Most of the radio clubs here in the US have been griping about this for the last three months. It's just a question of how much pull the european clubs have.


Don't think this will be the last amateur band to be privatized either.

Commercial entities and the politicians they have in their pockets will keep asking and getting more and more.


The next band to be targeted is 3450 to 3550 MHz (of which, 3450 to 3500 MHz is allocated to Amateur Radio).

https://www.lightreading.com/spectrum-now-act-takes-aim-at-m...


I never like to see Amateur Radio lose spectrum. But if I'm not mistaken 3300-3500 MHz is currently allocated to Amateur Radio. So this would still leave hams with 3300-3450 MHz.


That's correct. It would not be a complete loss. More like when 1215 to 1240 MHz and 2310 to 2390 MHz was lost after WARC-79.


Except for the fact that Channel 1 bleeds into almost all of the amateur 2ghz band. The center frequency puts the left side of the channel into our band and has made it a mess.

For those interested in how these frequencies are used by HAMs check out http://www.arednmesh.org.

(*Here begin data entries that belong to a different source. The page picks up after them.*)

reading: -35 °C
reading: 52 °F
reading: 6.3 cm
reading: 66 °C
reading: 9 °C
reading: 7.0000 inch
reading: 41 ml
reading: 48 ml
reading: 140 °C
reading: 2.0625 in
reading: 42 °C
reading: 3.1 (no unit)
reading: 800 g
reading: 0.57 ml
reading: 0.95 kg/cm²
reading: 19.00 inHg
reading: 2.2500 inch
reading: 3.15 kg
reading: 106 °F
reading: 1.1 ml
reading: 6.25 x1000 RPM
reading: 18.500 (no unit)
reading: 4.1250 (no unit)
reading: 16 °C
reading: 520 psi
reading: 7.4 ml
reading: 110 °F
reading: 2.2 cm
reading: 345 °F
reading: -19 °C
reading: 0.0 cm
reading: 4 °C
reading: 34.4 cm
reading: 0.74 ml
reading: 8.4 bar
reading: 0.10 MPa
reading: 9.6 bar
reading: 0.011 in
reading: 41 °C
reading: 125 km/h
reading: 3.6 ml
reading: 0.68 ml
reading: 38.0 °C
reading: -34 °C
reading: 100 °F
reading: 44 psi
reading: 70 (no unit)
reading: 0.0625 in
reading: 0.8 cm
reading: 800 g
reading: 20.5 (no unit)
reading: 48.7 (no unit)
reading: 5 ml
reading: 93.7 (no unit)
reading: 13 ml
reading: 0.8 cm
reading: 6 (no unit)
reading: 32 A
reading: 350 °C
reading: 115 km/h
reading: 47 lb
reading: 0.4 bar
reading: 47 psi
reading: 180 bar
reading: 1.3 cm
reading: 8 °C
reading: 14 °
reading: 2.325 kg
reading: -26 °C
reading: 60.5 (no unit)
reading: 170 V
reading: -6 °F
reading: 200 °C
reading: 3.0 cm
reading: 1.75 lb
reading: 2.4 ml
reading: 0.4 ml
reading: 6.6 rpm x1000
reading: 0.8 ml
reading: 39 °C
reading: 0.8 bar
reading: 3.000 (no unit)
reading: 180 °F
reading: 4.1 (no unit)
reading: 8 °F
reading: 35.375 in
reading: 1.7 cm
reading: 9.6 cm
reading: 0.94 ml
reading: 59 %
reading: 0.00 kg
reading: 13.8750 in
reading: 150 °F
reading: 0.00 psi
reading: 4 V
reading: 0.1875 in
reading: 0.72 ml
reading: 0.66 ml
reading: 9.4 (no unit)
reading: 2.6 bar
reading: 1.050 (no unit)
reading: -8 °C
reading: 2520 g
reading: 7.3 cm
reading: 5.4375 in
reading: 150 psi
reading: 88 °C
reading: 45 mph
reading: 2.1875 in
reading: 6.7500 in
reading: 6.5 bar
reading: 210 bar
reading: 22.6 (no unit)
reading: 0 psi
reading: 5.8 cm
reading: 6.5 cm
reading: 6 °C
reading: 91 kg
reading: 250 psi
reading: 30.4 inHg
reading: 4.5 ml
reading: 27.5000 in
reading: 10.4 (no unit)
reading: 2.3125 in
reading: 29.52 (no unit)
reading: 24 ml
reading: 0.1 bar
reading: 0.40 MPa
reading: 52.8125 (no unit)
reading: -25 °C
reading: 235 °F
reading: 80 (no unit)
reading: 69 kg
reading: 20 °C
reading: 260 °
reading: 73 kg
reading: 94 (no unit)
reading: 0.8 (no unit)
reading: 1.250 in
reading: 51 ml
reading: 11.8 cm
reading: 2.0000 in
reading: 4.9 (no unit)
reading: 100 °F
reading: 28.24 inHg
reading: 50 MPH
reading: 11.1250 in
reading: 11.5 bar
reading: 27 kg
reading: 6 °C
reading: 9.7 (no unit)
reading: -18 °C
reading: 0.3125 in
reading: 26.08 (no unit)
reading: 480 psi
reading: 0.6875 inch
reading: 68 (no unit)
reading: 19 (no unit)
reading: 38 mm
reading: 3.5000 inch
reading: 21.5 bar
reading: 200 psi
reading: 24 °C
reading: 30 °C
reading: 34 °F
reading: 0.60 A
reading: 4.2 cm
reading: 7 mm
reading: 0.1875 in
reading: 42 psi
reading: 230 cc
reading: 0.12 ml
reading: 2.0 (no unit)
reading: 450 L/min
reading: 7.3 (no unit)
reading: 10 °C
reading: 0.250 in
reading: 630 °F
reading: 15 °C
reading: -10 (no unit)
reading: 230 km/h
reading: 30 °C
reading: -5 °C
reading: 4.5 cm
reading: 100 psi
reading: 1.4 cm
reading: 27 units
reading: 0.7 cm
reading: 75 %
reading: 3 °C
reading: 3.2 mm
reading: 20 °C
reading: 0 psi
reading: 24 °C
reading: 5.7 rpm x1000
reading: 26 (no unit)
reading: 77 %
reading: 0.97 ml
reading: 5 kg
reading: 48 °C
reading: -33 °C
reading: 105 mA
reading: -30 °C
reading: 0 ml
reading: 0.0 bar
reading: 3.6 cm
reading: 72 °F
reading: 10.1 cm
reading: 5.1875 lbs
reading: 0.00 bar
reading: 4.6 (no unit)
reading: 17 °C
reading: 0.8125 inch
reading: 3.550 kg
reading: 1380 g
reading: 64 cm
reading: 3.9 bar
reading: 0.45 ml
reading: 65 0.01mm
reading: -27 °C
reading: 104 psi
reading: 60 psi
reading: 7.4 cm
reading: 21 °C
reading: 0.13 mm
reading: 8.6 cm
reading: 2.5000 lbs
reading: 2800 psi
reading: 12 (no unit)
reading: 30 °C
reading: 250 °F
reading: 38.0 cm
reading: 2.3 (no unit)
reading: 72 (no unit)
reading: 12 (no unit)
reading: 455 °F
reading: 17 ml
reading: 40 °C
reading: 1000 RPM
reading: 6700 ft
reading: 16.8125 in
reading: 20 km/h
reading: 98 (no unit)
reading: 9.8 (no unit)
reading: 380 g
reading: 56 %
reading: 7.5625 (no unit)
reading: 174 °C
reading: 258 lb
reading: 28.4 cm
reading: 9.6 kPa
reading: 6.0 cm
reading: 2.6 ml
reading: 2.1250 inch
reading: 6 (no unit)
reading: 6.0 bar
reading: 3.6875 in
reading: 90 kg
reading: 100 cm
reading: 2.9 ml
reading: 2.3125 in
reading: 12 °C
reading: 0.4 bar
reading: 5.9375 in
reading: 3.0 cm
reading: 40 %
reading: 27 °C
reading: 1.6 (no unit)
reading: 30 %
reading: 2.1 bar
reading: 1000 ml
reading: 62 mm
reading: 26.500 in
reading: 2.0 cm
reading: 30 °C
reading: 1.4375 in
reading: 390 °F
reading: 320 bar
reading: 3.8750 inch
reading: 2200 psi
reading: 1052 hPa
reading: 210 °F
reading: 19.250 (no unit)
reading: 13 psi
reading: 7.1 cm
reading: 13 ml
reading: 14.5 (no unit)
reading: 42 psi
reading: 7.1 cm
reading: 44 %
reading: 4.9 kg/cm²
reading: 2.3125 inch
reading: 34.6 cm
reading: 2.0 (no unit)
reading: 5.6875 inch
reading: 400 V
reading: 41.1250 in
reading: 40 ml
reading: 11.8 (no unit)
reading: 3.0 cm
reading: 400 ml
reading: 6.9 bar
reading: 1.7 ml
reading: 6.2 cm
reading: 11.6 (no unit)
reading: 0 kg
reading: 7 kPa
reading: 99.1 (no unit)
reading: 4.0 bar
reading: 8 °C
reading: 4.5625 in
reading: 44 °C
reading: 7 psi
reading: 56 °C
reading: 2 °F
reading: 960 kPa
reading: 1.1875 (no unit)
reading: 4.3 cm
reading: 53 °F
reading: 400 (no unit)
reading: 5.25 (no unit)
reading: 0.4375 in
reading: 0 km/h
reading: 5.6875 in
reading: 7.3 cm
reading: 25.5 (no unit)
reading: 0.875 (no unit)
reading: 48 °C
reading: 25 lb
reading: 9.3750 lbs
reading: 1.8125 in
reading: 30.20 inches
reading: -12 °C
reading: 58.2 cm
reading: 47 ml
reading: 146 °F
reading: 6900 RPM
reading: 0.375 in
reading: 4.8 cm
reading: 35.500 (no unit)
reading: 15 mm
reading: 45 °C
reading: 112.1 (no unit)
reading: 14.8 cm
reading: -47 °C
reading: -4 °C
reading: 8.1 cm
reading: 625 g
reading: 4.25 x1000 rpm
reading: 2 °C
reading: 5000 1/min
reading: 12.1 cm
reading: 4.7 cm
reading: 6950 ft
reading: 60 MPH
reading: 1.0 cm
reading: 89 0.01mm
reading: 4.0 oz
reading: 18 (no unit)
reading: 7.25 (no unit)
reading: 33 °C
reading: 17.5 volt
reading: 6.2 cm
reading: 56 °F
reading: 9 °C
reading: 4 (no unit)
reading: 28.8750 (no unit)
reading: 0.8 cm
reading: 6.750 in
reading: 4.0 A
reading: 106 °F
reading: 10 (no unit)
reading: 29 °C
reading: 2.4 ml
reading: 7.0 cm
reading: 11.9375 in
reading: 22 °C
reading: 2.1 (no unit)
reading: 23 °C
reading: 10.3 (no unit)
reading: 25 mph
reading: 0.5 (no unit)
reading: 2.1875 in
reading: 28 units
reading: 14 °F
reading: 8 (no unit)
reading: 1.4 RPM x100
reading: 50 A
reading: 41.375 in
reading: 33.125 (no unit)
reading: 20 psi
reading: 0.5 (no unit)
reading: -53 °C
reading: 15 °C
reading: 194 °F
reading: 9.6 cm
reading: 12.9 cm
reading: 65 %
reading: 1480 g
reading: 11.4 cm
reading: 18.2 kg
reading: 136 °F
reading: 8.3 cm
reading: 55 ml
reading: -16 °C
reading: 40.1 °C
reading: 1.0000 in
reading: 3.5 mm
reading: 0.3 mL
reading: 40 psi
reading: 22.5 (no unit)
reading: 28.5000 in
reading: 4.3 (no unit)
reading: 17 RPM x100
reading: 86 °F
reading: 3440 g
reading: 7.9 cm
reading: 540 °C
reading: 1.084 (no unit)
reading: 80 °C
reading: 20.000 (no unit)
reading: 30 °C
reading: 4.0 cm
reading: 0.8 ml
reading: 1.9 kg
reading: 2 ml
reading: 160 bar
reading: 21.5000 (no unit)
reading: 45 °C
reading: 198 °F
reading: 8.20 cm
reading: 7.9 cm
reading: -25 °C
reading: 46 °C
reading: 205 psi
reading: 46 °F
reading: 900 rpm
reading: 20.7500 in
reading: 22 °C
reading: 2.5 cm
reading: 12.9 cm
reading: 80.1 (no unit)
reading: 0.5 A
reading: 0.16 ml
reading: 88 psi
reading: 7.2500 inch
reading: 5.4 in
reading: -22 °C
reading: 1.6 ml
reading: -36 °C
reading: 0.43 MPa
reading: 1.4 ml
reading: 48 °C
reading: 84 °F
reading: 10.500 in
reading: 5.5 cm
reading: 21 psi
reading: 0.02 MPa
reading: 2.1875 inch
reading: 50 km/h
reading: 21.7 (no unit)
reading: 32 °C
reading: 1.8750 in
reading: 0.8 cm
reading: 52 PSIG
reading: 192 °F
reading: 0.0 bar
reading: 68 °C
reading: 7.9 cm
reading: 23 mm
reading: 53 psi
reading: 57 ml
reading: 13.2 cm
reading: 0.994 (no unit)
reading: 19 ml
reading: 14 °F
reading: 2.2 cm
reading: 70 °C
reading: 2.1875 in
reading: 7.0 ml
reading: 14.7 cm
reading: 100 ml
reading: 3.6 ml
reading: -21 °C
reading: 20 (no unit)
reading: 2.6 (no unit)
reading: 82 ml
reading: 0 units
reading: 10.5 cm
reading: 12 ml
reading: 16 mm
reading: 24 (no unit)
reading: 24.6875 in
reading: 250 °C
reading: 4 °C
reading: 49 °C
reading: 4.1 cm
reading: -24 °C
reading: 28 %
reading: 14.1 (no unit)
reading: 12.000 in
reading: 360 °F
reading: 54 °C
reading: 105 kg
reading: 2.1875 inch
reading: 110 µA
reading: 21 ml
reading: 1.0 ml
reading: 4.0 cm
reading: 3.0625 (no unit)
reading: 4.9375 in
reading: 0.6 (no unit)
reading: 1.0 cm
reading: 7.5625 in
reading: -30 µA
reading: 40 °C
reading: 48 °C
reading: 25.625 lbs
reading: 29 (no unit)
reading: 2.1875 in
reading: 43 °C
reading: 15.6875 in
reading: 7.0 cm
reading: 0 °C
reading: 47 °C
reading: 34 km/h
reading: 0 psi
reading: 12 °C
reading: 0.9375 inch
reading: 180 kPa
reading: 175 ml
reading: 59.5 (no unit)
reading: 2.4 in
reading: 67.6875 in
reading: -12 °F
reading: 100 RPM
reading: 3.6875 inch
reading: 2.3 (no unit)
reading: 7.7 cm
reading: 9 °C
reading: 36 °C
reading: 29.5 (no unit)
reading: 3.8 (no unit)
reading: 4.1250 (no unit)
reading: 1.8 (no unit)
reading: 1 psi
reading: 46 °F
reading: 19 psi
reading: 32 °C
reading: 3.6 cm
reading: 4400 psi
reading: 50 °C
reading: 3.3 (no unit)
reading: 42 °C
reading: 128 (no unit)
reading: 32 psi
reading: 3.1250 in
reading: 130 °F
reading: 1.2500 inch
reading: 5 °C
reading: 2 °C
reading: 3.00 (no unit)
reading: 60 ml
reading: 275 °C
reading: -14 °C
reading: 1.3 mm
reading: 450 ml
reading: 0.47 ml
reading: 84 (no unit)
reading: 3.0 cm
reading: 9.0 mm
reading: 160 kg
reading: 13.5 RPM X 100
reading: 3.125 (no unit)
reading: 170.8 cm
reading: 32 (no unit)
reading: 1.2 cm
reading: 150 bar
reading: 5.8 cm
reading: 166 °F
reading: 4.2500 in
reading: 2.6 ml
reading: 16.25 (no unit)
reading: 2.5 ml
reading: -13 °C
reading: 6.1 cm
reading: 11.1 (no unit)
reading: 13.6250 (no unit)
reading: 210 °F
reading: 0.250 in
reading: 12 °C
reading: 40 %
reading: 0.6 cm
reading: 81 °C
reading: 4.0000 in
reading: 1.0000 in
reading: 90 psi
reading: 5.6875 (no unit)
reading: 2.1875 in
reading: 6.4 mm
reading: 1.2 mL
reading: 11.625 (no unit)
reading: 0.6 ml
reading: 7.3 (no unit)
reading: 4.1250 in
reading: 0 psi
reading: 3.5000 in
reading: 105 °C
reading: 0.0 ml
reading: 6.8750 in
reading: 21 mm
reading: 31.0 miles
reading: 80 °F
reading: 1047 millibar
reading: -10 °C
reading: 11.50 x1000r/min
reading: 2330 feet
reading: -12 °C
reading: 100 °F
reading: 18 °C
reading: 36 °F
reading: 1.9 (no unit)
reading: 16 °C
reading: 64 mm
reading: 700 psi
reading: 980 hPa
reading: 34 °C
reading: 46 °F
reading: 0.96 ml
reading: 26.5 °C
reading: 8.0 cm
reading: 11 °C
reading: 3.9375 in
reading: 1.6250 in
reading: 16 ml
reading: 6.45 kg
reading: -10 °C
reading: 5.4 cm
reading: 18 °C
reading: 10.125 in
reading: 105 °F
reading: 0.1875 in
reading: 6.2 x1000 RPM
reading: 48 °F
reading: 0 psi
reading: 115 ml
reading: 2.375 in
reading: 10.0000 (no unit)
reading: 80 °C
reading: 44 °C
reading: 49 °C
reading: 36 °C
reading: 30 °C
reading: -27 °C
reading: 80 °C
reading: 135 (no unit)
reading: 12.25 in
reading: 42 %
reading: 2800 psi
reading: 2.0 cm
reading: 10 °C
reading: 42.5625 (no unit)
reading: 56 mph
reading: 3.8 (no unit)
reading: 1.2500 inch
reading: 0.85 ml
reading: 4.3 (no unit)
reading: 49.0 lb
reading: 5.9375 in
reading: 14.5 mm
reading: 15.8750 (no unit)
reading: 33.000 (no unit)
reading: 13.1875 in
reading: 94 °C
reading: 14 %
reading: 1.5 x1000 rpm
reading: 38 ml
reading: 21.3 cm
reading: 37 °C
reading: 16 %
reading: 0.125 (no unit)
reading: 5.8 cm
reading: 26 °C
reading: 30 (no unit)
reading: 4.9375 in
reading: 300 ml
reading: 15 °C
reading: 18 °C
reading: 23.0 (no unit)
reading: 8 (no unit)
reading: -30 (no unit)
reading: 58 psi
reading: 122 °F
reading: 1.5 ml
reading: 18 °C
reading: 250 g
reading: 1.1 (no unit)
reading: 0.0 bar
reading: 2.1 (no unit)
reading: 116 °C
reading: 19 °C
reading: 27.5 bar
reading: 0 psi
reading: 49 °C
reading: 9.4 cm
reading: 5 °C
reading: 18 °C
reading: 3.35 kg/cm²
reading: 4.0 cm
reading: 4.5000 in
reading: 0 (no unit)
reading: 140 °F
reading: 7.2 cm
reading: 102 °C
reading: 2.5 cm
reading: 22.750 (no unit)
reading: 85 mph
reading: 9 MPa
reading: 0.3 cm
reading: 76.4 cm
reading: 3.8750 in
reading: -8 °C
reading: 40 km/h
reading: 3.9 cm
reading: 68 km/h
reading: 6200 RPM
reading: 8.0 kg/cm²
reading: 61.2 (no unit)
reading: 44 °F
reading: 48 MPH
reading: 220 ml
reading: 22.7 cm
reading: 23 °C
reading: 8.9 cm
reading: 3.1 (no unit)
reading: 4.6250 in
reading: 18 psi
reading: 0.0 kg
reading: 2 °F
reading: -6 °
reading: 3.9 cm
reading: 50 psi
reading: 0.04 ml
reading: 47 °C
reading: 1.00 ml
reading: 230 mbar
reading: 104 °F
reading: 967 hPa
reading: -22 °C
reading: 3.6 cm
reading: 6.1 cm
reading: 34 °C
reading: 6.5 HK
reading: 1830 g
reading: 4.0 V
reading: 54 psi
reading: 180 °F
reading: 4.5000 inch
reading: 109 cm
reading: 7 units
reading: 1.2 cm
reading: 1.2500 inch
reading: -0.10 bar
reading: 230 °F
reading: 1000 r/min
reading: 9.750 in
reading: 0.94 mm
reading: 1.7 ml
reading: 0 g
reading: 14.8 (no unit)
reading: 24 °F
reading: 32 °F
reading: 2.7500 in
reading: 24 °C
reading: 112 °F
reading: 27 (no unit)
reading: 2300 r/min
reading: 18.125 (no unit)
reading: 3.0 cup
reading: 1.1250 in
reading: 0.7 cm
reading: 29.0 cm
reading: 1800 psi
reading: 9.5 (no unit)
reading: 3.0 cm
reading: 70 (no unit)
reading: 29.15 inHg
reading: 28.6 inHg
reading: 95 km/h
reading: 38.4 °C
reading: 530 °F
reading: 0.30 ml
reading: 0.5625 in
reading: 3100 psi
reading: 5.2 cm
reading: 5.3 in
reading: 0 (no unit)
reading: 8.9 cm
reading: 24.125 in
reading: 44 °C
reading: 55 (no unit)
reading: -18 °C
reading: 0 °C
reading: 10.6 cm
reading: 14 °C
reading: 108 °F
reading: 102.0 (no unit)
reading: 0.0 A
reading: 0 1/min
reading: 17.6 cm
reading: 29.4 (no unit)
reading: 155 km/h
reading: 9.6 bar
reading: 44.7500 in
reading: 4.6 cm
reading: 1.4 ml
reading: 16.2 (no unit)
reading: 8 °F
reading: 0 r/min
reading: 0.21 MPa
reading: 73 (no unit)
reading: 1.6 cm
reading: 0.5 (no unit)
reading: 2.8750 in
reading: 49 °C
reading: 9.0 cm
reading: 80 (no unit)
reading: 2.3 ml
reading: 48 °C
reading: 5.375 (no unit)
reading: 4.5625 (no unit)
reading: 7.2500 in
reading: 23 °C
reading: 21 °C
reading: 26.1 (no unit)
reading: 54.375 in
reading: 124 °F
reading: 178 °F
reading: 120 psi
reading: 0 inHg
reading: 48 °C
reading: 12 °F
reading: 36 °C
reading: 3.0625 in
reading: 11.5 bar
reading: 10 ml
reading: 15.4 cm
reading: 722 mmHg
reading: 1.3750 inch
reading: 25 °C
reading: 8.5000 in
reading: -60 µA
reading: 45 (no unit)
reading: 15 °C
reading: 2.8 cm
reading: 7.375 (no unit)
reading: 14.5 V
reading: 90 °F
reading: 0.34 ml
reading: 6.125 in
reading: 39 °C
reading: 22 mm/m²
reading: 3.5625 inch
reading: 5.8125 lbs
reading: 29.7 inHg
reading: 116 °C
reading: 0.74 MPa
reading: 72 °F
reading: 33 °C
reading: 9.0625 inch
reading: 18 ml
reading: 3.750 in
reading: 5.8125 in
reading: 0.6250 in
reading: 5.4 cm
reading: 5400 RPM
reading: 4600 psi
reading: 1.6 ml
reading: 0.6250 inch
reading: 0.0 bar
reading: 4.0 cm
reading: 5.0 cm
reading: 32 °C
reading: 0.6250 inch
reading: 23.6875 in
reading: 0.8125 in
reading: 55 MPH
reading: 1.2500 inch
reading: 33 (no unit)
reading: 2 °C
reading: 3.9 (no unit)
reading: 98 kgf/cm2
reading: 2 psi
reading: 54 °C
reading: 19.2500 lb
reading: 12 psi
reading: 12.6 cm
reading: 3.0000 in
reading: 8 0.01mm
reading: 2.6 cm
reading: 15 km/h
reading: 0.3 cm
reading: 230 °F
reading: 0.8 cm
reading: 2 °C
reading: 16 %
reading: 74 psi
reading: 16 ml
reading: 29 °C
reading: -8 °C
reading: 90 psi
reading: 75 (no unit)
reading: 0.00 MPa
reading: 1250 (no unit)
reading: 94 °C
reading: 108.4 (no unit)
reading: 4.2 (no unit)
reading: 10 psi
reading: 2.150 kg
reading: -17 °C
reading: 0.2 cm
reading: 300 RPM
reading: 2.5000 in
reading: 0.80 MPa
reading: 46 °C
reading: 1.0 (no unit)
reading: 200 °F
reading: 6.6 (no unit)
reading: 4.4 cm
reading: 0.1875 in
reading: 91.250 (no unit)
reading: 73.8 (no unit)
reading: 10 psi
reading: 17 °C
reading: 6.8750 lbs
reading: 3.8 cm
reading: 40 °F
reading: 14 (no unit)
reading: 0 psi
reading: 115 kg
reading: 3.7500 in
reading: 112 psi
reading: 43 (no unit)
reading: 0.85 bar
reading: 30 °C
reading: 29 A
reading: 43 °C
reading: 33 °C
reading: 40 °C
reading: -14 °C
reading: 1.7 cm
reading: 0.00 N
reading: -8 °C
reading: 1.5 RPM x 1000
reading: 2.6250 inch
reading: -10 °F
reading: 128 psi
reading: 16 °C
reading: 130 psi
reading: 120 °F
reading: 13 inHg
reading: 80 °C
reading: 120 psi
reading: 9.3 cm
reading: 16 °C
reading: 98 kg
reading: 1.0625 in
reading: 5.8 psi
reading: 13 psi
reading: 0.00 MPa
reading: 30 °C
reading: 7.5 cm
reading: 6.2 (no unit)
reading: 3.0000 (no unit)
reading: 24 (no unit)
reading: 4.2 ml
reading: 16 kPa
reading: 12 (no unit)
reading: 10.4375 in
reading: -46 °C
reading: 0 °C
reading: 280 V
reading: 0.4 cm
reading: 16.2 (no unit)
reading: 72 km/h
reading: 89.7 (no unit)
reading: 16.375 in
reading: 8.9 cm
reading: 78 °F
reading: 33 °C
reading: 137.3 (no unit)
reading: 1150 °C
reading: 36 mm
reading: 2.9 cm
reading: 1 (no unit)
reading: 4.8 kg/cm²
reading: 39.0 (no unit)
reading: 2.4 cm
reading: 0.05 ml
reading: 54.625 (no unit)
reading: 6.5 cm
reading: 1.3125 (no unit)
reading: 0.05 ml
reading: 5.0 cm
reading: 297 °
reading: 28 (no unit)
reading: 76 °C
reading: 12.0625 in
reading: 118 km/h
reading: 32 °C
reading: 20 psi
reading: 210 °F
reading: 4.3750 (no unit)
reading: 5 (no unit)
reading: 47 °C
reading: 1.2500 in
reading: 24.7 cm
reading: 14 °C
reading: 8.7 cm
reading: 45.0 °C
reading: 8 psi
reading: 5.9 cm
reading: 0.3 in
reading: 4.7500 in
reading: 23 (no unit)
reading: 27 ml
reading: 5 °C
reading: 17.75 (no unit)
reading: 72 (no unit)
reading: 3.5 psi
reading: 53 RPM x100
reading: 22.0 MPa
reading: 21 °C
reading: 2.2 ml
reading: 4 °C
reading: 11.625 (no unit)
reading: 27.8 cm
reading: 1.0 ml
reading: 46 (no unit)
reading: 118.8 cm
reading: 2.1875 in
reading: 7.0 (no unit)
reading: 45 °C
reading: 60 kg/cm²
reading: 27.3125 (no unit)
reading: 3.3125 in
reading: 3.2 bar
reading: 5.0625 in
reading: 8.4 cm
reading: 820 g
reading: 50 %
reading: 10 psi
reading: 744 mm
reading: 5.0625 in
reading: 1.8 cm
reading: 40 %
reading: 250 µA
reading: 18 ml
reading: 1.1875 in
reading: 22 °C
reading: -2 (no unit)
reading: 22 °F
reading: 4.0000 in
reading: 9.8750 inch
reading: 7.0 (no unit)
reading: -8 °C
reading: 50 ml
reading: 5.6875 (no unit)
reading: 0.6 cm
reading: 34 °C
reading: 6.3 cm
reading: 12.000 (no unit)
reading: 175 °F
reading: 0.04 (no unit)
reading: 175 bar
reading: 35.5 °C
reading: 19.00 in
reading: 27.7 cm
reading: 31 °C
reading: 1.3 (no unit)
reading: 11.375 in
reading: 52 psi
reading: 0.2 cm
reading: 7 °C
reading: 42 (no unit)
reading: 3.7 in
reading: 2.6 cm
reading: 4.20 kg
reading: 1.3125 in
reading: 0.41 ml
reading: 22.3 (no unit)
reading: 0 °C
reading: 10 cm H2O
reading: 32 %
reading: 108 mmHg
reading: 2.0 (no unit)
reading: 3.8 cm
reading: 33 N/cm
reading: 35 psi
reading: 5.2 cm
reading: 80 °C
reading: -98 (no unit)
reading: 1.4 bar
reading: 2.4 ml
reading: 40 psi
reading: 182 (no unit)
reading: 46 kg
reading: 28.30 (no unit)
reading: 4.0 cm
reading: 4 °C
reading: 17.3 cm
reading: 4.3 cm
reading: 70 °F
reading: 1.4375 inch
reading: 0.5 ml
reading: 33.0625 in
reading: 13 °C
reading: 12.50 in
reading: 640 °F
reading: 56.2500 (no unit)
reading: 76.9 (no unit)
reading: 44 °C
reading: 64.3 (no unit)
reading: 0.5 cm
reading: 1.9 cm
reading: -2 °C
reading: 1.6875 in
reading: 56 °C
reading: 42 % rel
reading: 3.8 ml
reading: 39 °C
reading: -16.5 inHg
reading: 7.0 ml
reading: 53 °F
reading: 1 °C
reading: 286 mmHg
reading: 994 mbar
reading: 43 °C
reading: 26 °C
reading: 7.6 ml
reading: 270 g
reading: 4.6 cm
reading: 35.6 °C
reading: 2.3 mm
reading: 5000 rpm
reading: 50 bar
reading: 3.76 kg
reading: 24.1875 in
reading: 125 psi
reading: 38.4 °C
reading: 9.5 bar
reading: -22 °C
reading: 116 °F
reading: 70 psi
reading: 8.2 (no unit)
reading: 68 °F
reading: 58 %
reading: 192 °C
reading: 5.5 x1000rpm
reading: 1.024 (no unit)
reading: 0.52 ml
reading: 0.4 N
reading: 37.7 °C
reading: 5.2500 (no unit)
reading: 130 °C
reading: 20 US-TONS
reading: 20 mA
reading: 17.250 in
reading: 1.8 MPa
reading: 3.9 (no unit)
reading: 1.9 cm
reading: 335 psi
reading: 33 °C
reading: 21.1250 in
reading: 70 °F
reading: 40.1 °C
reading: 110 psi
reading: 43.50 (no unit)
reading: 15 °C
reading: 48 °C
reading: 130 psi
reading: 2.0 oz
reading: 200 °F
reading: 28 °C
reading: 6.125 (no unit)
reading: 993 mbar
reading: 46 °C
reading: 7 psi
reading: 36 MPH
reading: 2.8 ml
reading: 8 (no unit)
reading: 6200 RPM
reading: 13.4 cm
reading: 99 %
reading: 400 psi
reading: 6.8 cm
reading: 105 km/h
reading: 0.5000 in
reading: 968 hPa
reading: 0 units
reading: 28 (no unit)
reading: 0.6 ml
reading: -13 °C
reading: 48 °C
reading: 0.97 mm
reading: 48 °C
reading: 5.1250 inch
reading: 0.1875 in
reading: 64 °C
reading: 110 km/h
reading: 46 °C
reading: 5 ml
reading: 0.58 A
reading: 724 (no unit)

We hack routers and wifi point to point links to operate on those frequencies to build out large mesh networks.


The official proposal if anyone is interested:

> The decisions of previous conferences have introduced some restrictions to the use and have imposed constraints on the development of aeronautical mobile applications within some existing mobile allocations traditionally used by the aeronautical mobile applications.

> At the same time, the number of manned and unmanned aircraft equipped with sensors has grown significantly in the past 20 years together with the need of bidirectional low to high data rate communications. Aeronautical applications like fire surveillance, border surveillance, air quality and environment monitoring, traffic monitoring, disaster monitoring, terrain modelling, imagery (visible, infrared, radar, meteo), video monitoring require non-safety communications between various types of aeronautical platforms.

> Consequently the need of non-safety data communications between various types of aeronautical platforms increases and so the need for new frequency bands.

* https://cept.org/ecc/groups/ecc/cpg/cpg-pt-a/client/meeting-...


How does this play out for amateur satellites operating in the 2m band? Do they have to stop broadcasting over Europe?


Not really. The space over Europe isn’t governed by Europe, they’ll just have to tolerate the transmissions. But lots of ham satellites are repeaters, so they’ll probably get a lot less activity over Europe, and nearby hams will probably get fewer European contacts.